Lesson No. 2: Connections come first
In an attempt to keep employees inspired and connected to the organization, HR often focuses on corporate culture and a shared mission. Instead, during a disruption, what employees need more is a personal sense of purpose. When employees believe that their work is personally relevant, there is a 26% increase in the likelihood of sustained workforce health.
Employees also need to feel connected to one another. Fifty-one percent of teams were disrupted due to COVID-19, but Gartner data shows that in times of disruption, the connections in immediate working teams matter most. Highly cohesive teams have a 37% higher likelihood of sustaining workforce health.
HR, along with managers, must help employees connect their personal goals to business goals while also realigning teams to ensure that relationships are functional.
Lesson No. 3: Leaders should prioritize fixing the work
Many organizations attempted to boost workforce resilience by adding employee benefits, recognizing and rewarding employees more for their work, and offering employees greater decision-making autonomy. However, these additional activities had minimal impact in improving workforce resilience during the disruption.
In fact, Gartner's research reveals that if autonomous decision-making is not already a well-practiced capability, increasing autonomy as workload increases seriously degrades workforce health. For the 83% of employees who are operating at or above capacity, increased decision-making authority diminishes their chances of having good workforce health by more than 30%, as it adds too much ambiguity and personal risk and therefore stress.
Actually, one of the biggest drivers of workforce resilience is leaders themselves, and their ability to both understand and address the barriers that are preventing employees from having a healthy work — as well as life — experience. Managers can make work easier by engaging employees with empathy, both personally and professionally.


Please restate, word for word, the lines below that begin at the one with "This screenshot has width=990, height=541." and end at the one with "Image resolution: width=957". Leave out all other lines.

● Source information:
== Segment start ==
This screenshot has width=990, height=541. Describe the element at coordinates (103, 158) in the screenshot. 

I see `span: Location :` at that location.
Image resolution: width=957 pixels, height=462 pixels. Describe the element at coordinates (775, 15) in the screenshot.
== Segment end ==
== Segment start ==
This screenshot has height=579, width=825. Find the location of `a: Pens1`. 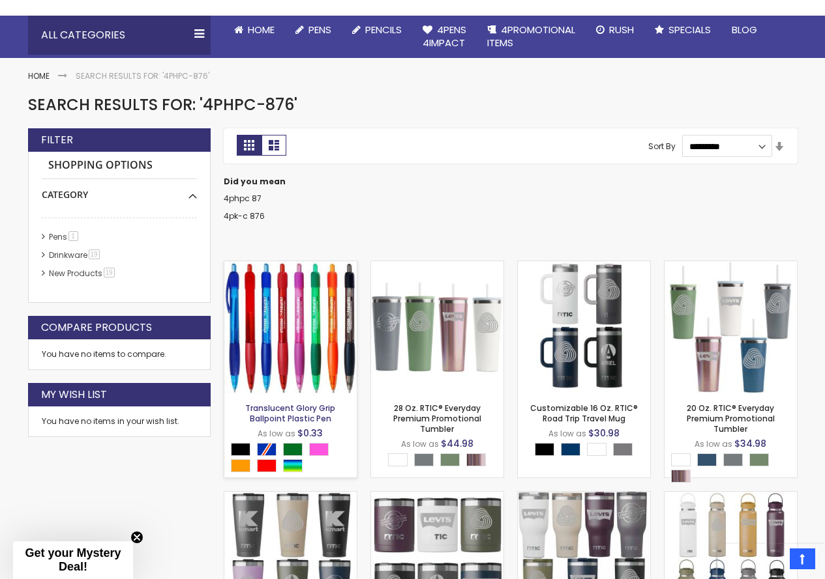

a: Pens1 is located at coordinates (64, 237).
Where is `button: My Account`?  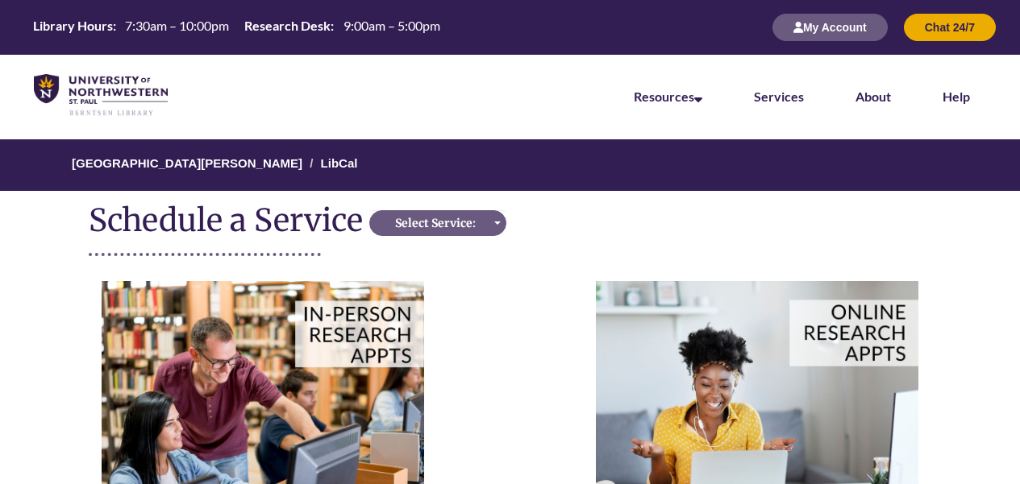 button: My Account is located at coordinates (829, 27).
== Segment end ==
== Segment start ==
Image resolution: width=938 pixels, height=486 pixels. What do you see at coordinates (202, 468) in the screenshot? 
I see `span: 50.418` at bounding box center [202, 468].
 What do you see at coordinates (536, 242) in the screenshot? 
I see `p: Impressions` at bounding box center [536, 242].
== Segment end ==
● Problem solution:
This screenshot has width=990, height=541. Describe the element at coordinates (103, 158) in the screenshot. 

I see `span: Location :` at that location.
Image resolution: width=957 pixels, height=462 pixels. Describe the element at coordinates (775, 15) in the screenshot.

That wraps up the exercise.